Judi Dench Condemns ‘The Crown’ as “Cruelly Unjust” Ahead of Season Five Premiere

Daily News

Once a royal always a royal. In an outspoken letter to the Times, Judi Dench has accused The Crown of “crude sensationalism” in its depiction of the royal family, calling Netflix’s Emmy-winning drama series “cruelly unjust.”   

Dench’s letter comes ahead of the fifth-season premiere of The Crown, which follows the disintegration of Prince Charles and Princess Diana’s marriage in the late ’80s and the ’90s. Though Netflix has said the series will not depict the fatal accident that ended Diana’s life, season five has already garnered controversial headlines. John Major, former prime minister of Britain, called the series a “barrel-load of nonsense” after it was reported that season five contains a fictionalized scene in which the Prince of Wales propositions Major with a plan to get Charles’s mother, Queen Elizabeth II, to abdicate. 

“Sir John Major is not alone in his concerns that the latest series of The Crown will present an inaccurate and hurtful account of history,” wrote Dench, lending her voice in support of Major. “Given some of the wounding suggestions apparently contained in the new series—that King Charles plotted for his mother to abdicate, for example, or once suggested his mother’s parenting was so deficient that she might have deserved a jail sentence—this is both cruelly unjust to the individuals and damaging to the institution they represent.”

Dench is no stranger to the royal family, onscreen or off. She’s played two queens onscreen—Elizabeth I in Shakespeare in Love (1998), for which she won an Oscar for best supporting actress, and Victoria in both Mrs. Brown (1997) and Victoria & Abdul (2017). Offscreen, Dench has ascended the ranks of nobility as well over the course of her six-decade-plus career. Hailing from Heworth, York, Dench was appointed an Officer of the Order of the British Empire in 1970, made a dame in 1988, and appointed a Companion of Honour by Queen Elizabeth II in 2005. She’s also known to be a friend to Queen Consort Camila, visiting the Isle of Wight with Camilla in 2018. 

By Chris Jackson/Getty Images. 

“No one is a greater believer in artistic freedom than I, but this cannot go unchallenged,” wrote Dench. “Despite this week stating publicly that The Crown has always been a ‘fictionalized drama,’ the program makers have resisted all calls for them to carry a disclaimer at the start of each episode.”

Dench closes the letter with a missive for Netflix, asking the streaming platform to “reconsider” The Crown, while invoking the memory of the late Queen Elizabeth II. “The time has come for Netflix to reconsider—for the sake of a family and a nation so recently bereaved, as a mark of respect to a sovereign who served her people so dutifully for 70 years, and to preserve its reputation in the eyes of its British subscribers,” she writes.

Last month, The Crown creator Peter Morgan called the series “a love letter” to Queen Elizabeth II, and paused filming in September out of respect for her death. A spokesperson for The Crown said earlier this week: “The Crown has always been presented as a drama based on historical events. Series five is a fictional dramatization, imagining what could have happened behind closed doors during a significant decade for the royal family—one that has already been scrutinized and well-documented by journalists, biographers, and historians.”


PROMPT >> From the first line to the last, transcribe the data exactly and skip the pictures.

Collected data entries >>
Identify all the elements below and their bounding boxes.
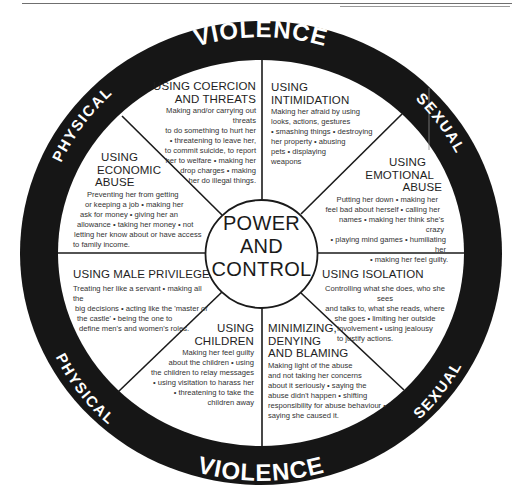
title-line: AND THREATS [150, 93, 256, 106]
segment-title: USING ISOLATION [318, 268, 452, 281]
body-line: feel bad about herself • calling her [322, 205, 448, 215]
body-line: and talks to, what she reads, where [318, 304, 452, 314]
title-line: DENYING [268, 335, 394, 348]
segment-title: USING INTIMIDATION [271, 81, 383, 106]
center-label: POWER AND CONTROL [205, 212, 318, 281]
body-line: • threatening to take the [140, 388, 254, 398]
segment-title: USING EMOTIONAL ABUSE [322, 156, 448, 194]
segment-title: USING MALE PRIVILEGE [73, 268, 211, 281]
body-line: • playing mind games • humiliating her [322, 235, 448, 255]
body-line: to family income. [65, 240, 205, 250]
body-line: children away [140, 398, 254, 408]
segment-economic-abuse: USING ECONOMIC ABUSE Preventing her from… [65, 151, 205, 250]
body-line: • making her feel guilty. [322, 255, 448, 265]
title-line: USING [322, 156, 442, 169]
body-line: the castle' • being the one to [73, 314, 211, 324]
segment-title: MINIMIZING, DENYING AND BLAMING [268, 322, 394, 360]
segment-body: Treating her like a servant • making all… [73, 284, 211, 334]
body-line: the children to relay messages [140, 368, 254, 378]
body-line: allowance • taking her money • not [65, 220, 205, 230]
title-line: CHILDREN [140, 335, 254, 348]
title-line: MINIMIZING, [268, 322, 394, 335]
body-line: Preventing her from getting [65, 190, 205, 200]
body-line: her property • abusing [271, 137, 383, 147]
body-line: saying she caused it. [268, 411, 394, 421]
body-line: letting her know about or have access [65, 230, 205, 240]
segment-title: USING COERCION AND THREATS [150, 80, 256, 105]
segment-title: USING ECONOMIC ABUSE [65, 151, 205, 189]
center-line-control: CONTROL [205, 258, 318, 281]
title-line: INTIMIDATION [271, 94, 383, 107]
segment-body: Putting her down • making her feel bad a… [322, 195, 448, 265]
body-line: Making her afraid by using [271, 107, 383, 117]
body-line: to do something to hurt her [150, 126, 256, 136]
title-line: USING MALE PRIVILEGE [73, 268, 211, 281]
segment-body: Making her feel guilty about the childre… [140, 348, 254, 408]
body-line: Putting her down • making her [322, 195, 448, 205]
segment-body: Preventing her from getting or keeping a… [65, 190, 205, 250]
body-line: Making and/or carrying out threats [150, 106, 256, 126]
body-line: or keeping a job • making her [65, 200, 205, 210]
body-line: about it seriously • saying the [268, 381, 394, 391]
body-line: looks, actions, gestures [271, 117, 383, 127]
segment-intimidation: USING INTIMIDATION Making her afraid by … [271, 81, 383, 167]
title-line: EMOTIONAL [322, 169, 442, 182]
body-line: define men's and women's roles. [73, 324, 211, 334]
segment-body: Making light of the abuse and not taking… [268, 361, 394, 421]
title-line: ABUSE [322, 181, 442, 194]
body-line: • threatening to leave her, [150, 136, 256, 146]
body-line: big decisions • acting like the 'master … [73, 304, 211, 314]
body-line: about the children • using [140, 358, 254, 368]
body-line: • smashing things • destroying [271, 127, 383, 137]
body-line: responsibility for abuse behaviour • [268, 401, 394, 411]
segment-children: USING CHILDREN Making her feel guilty ab… [140, 322, 254, 408]
body-line: Treating her like a servant • making all… [73, 284, 211, 304]
title-line: ECONOMIC [65, 164, 205, 177]
segment-male-privilege: USING MALE PRIVILEGE Treating her like a… [73, 268, 211, 334]
body-line: Controlling what she does, who she sees [318, 284, 452, 304]
body-line: Making her feel guilty [140, 348, 254, 358]
body-line: names • making her think she's crazy [322, 215, 448, 235]
title-line: USING [65, 151, 205, 164]
title-line: ABUSE [65, 176, 205, 189]
segment-emotional-abuse: USING EMOTIONAL ABUSE Putting her down •… [322, 156, 448, 265]
body-line: abuse didn't happen • shifting [268, 391, 394, 401]
segment-minimizing-denying-blaming: MINIMIZING, DENYING AND BLAMING Making l… [268, 322, 394, 421]
body-line: • using visitation to harass her [140, 378, 254, 388]
title-line: USING ISOLATION [322, 268, 452, 281]
title-line: USING [271, 81, 383, 94]
body-line: Making light of the abuse [268, 361, 394, 371]
body-line: ask for money • giving her an [65, 210, 205, 220]
title-line: USING COERCION [150, 80, 256, 93]
center-line-and: AND [205, 235, 318, 258]
title-line: AND BLAMING [268, 347, 394, 360]
body-line: and not taking her concerns [268, 371, 394, 381]
center-line-power: POWER [205, 212, 318, 235]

ANSWER BOX >>
Identify all the elements below and their bounding boxes.
title-line: AND THREATS [150, 93, 256, 106]
segment-title: USING ISOLATION [318, 268, 452, 281]
body-line: feel bad about herself • calling her [322, 205, 448, 215]
body-line: and talks to, what she reads, where [318, 304, 452, 314]
title-line: DENYING [268, 335, 394, 348]
segment-title: USING INTIMIDATION [271, 81, 383, 106]
center-label: POWER AND CONTROL [205, 212, 318, 281]
body-line: • threatening to take the [140, 388, 254, 398]
segment-title: USING EMOTIONAL ABUSE [322, 156, 448, 194]
segment-title: USING MALE PRIVILEGE [73, 268, 211, 281]
body-line: • playing mind games • humiliating her [322, 235, 448, 255]
body-line: to family income. [65, 240, 205, 250]
body-line: children away [140, 398, 254, 408]
segment-economic-abuse: USING ECONOMIC ABUSE Preventing her from… [65, 151, 205, 250]
body-line: • making her feel guilty. [322, 255, 448, 265]
title-line: USING [322, 156, 442, 169]
body-line: the castle' • being the one to [73, 314, 211, 324]
segment-title: MINIMIZING, DENYING AND BLAMING [268, 322, 394, 360]
segment-body: Treating her like a servant • making all… [73, 284, 211, 334]
body-line: the children to relay messages [140, 368, 254, 378]
body-line: allowance • taking her money • not [65, 220, 205, 230]
title-line: CHILDREN [140, 335, 254, 348]
title-line: MINIMIZING, [268, 322, 394, 335]
body-line: Preventing her from getting [65, 190, 205, 200]
body-line: her property • abusing [271, 137, 383, 147]
body-line: saying she caused it. [268, 411, 394, 421]
body-line: letting her know about or have access [65, 230, 205, 240]
segment-title: USING COERCION AND THREATS [150, 80, 256, 105]
segment-title: USING ECONOMIC ABUSE [65, 151, 205, 189]
center-line-control: CONTROL [205, 258, 318, 281]
title-line: INTIMIDATION [271, 94, 383, 107]
segment-body: Putting her down • making her feel bad a… [322, 195, 448, 265]
body-line: Making her afraid by using [271, 107, 383, 117]
body-line: to do something to hurt her [150, 126, 256, 136]
title-line: USING MALE PRIVILEGE [73, 268, 211, 281]
segment-body: Making her feel guilty about the childre… [140, 348, 254, 408]
body-line: Putting her down • making her [322, 195, 448, 205]
segment-body: Preventing her from getting or keeping a… [65, 190, 205, 250]
body-line: Making and/or carrying out threats [150, 106, 256, 126]
body-line: or keeping a job • making her [65, 200, 205, 210]
body-line: about it seriously • saying the [268, 381, 394, 391]
body-line: looks, actions, gestures [271, 117, 383, 127]
segment-intimidation: USING INTIMIDATION Making her afraid by … [271, 81, 383, 167]
title-line: EMOTIONAL [322, 169, 442, 182]
body-line: define men's and women's roles. [73, 324, 211, 334]
segment-body: Making light of the abuse and not taking… [268, 361, 394, 421]
title-line: ABUSE [322, 181, 442, 194]
body-line: • threatening to leave her, [150, 136, 256, 146]
body-line: big decisions • acting like the 'master … [73, 304, 211, 314]
body-line: about the children • using [140, 358, 254, 368]
body-line: • smashing things • destroying [271, 127, 383, 137]
body-line: responsibility for abuse behaviour • [268, 401, 394, 411]
segment-children: USING CHILDREN Making her feel guilty ab… [140, 322, 254, 408]
body-line: Treating her like a servant • making all… [73, 284, 211, 304]
title-line: ECONOMIC [65, 164, 205, 177]
segment-male-privilege: USING MALE PRIVILEGE Treating her like a… [73, 268, 211, 334]
body-line: Controlling what she does, who she sees [318, 284, 452, 304]
body-line: Making her feel guilty [140, 348, 254, 358]
body-line: names • making her think she's crazy [322, 215, 448, 235]
title-line: USING [65, 151, 205, 164]
title-line: ABUSE [65, 176, 205, 189]
segment-emotional-abuse: USING EMOTIONAL ABUSE Putting her down •… [322, 156, 448, 265]
body-line: abuse didn't happen • shifting [268, 391, 394, 401]
segment-minimizing-denying-blaming: MINIMIZING, DENYING AND BLAMING Making l… [268, 322, 394, 421]
body-line: • using visitation to harass her [140, 378, 254, 388]
title-line: USING ISOLATION [322, 268, 452, 281]
title-line: USING [271, 81, 383, 94]
body-line: Making light of the abuse [268, 361, 394, 371]
body-line: ask for money • giving her an [65, 210, 205, 220]
title-line: USING COERCION [150, 80, 256, 93]
center-line-and: AND [205, 235, 318, 258]
title-line: AND BLAMING [268, 347, 394, 360]
body-line: and not taking her concerns [268, 371, 394, 381]
center-line-power: POWER [205, 212, 318, 235]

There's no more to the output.